The poll also found that 42% said homosexuality should be a punishable crime, an increase from 19% in 2007. The number of people who said the government should not be involved in the sexual orientation of citizens dropped from 34% in 2007 to 15% in 2013.
The Russian government's emphasis on morality has even won adherents among Western pro-family groups.
Austin Ruse, who travels to Russia frequently to help plan the World Congress of Families 2014, says he believes that Russian leaders are against gay activism-- rather than homosexuality itself -- because they see it as the genesis of an independent political movement.
"I think he (Putin) sees gay rights movement as one of the worst aspects of contemporary American culture," Ruse says.
Ruse, head of the Catholic Family and Human Rights Institute, supports the anti-propaganda law but expresses concern about violence against gays. He says he has met with Russian government officials to urge them to rein it in.
He says police arrest "hooligans" who beat up gays in public, "but I don't think they are doing it as aggressively as they should."
He acknowledges that the law is subject to misuse to ban free speech and political activism such as gay rallies.
"It's kind of walking a tightrope," Ruse says. "There is no human right to talk about your sexual orientation to schoolchildren. ... On the other hand, you have a human right in international treaties not to get beat up."
Ruse believes Putin is sincere in his views on morality, family values and religion.
Kryshtanovskaya, the sociologist, says government ideology is targeting homosexuality as an impediment to Russia's demographic survival.
"The issue of having more children has become a particularly critical one given the shrinking size of Russia's population," she says. "Everything that stands in the way (of having more children) is criticized by the government."
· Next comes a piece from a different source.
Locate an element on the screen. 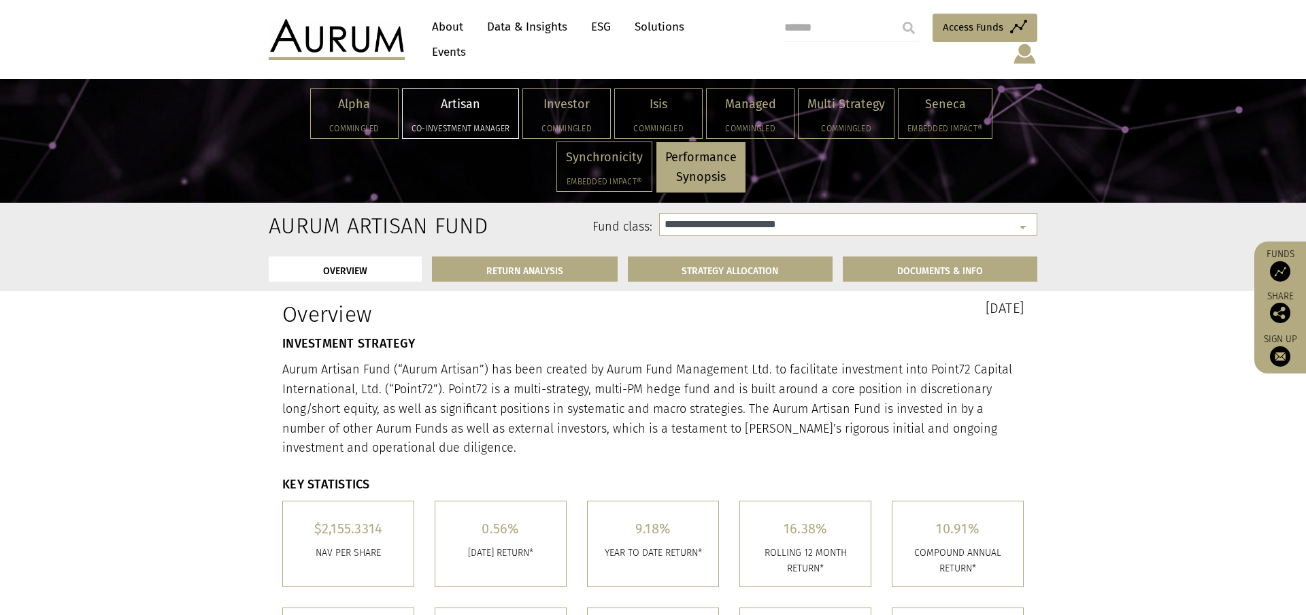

She says more laws targeting homosexuals could be passed after the Olympics, but the government would not take such a radical step as outlawing homosexuality outright.
What is critical, many gay activists say, is not what the government says, but what it does.
"The law itself is only about fines. It doesn't stipulate a criminal offense," says Vinnichenko, the LGBT group leader in Arkhangelsk. "But what's dangerous about it is that it sends a clear message that we as LGBT people don't have a right to state our identity."